The Society for Applied Anthropology’s recent meeting sessions on “Scholars, Security and Citizenship” (chaired by Laura McNamara) are now available as podcasts. Part I includes:
- Laura McNamara (Sandia Nat’l Labs): Scholars, Security and Citizenship
- Maren Tomforde (German Armed Forces & Command Coll-Hamburg): Should, Must, or Must Not Anthropologists Cooperate with the Armed Forces?: Ethical Issues and the German Bundeswehr
- Eyal Ben-Ari (Hebrew U): Anthropology, Research and State Violence: Some Observations from an Israeli Anthropologist
- Clementine Fujimura (US Naval Academy): “Motivated” and Other Challenges for the Military Anthropologist
- David Price (St. Martin’s U): Anthropology’s Third Rail: Counterinsurgency, Vietnam, Thailand, and the Political Uses of Militarized Anthropology
- Douglas P Fry (Åbo Akad U, U Arizona): Anthropology in the Name of Security
Part II includes:
- Laura McNamara (Sandia Nat’l Labs): Culture, Torture, Interrogation, and the Global War on Terrorism
- R Brian Ferguson (U Rutgers-Newark): The Challenge of Security Anthropology
- Robert A Rubinstein (Syracuse U): Ethics, Engagement and Experience: Anthropological Excursions in Culture and the Military
- Anne Irwin (U Calgary): Military Ethnography and Embedded Journalism: Parallels, Intersections and Disjuncture
- Danny Hoffman (UW-Seattle): The Sub-Contractor: Counterinsurgency, Militias and the New Common Ground in Social and Military Science
Additional sessions available as podcasts include “Collaboration, Community and Ethics,” “Without Footnotes: Writing Creative Ethnography,” “Professional and Academic Collaboration,” “Studies of HIV and STIs in the Western Hemisphere” and more. Thanks to Jen Cardew and the SfAA podcast team.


=== Work required ===
Each line below with the word "capacitor" needs to be copied.

=== Data ===

______________________________

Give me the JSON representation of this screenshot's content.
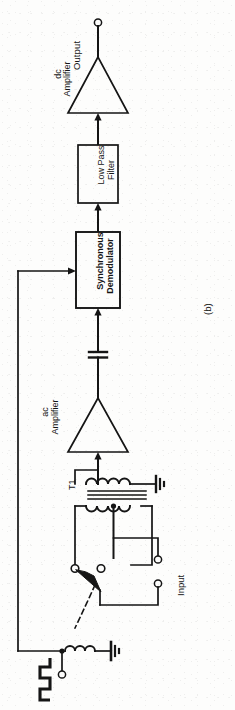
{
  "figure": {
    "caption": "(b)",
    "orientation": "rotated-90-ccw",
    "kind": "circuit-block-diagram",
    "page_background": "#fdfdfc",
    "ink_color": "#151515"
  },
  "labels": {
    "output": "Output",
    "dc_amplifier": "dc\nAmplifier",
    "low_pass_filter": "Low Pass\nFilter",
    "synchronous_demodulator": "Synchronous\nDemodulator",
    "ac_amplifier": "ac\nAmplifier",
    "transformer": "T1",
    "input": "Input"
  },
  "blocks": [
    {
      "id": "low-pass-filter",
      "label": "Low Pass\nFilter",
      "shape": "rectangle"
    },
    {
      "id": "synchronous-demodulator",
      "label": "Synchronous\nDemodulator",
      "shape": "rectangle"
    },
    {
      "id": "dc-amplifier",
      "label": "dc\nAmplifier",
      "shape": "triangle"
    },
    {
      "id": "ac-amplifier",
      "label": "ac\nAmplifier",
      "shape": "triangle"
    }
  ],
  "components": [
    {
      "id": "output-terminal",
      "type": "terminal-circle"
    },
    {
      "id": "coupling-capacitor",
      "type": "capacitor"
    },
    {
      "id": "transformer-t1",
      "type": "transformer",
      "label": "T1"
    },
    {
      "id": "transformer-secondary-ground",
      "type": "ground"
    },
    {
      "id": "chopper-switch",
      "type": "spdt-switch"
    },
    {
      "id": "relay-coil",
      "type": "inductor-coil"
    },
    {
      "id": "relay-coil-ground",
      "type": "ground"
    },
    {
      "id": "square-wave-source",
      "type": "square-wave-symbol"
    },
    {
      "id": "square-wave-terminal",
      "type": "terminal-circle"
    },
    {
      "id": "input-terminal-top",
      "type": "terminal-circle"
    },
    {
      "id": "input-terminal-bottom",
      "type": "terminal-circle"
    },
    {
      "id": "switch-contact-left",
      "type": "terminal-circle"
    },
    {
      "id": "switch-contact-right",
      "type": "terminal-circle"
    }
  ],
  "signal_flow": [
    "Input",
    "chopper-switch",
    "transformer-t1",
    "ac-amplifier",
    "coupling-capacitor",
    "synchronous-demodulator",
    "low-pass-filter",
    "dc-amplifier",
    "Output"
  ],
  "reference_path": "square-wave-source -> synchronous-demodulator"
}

______________________________

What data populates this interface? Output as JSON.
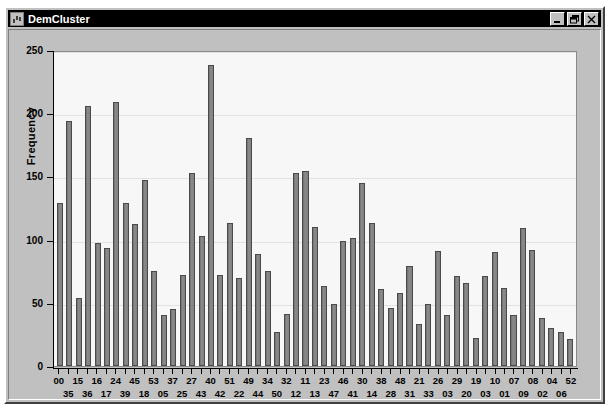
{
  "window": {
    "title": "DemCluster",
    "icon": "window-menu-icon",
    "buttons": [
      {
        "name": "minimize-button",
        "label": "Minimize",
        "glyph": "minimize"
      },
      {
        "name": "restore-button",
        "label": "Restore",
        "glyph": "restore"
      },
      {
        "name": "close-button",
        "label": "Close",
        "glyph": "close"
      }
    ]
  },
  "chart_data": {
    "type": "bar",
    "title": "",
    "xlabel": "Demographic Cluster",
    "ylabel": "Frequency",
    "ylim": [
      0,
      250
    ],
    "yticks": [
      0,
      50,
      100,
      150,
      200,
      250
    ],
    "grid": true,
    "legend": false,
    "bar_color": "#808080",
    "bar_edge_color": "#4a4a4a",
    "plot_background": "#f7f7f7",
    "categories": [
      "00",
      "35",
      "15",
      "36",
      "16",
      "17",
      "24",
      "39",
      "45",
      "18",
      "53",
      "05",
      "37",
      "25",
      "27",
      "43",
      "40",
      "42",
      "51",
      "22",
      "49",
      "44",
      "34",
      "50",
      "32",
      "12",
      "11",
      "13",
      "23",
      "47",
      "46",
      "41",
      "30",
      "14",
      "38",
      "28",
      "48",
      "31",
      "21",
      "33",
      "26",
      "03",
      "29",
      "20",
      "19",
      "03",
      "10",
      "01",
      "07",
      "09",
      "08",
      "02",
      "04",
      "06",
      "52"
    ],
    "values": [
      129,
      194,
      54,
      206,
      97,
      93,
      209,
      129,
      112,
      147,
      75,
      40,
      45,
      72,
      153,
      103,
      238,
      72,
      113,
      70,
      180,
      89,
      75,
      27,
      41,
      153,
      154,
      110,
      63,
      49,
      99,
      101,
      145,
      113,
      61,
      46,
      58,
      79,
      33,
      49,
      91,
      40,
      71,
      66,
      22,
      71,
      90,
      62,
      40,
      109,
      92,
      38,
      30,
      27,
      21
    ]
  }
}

______________________________

=== Exercise output ===
      "id": "coupling-capacitor",
      "type": "capacitor"
    "coupling-capacitor",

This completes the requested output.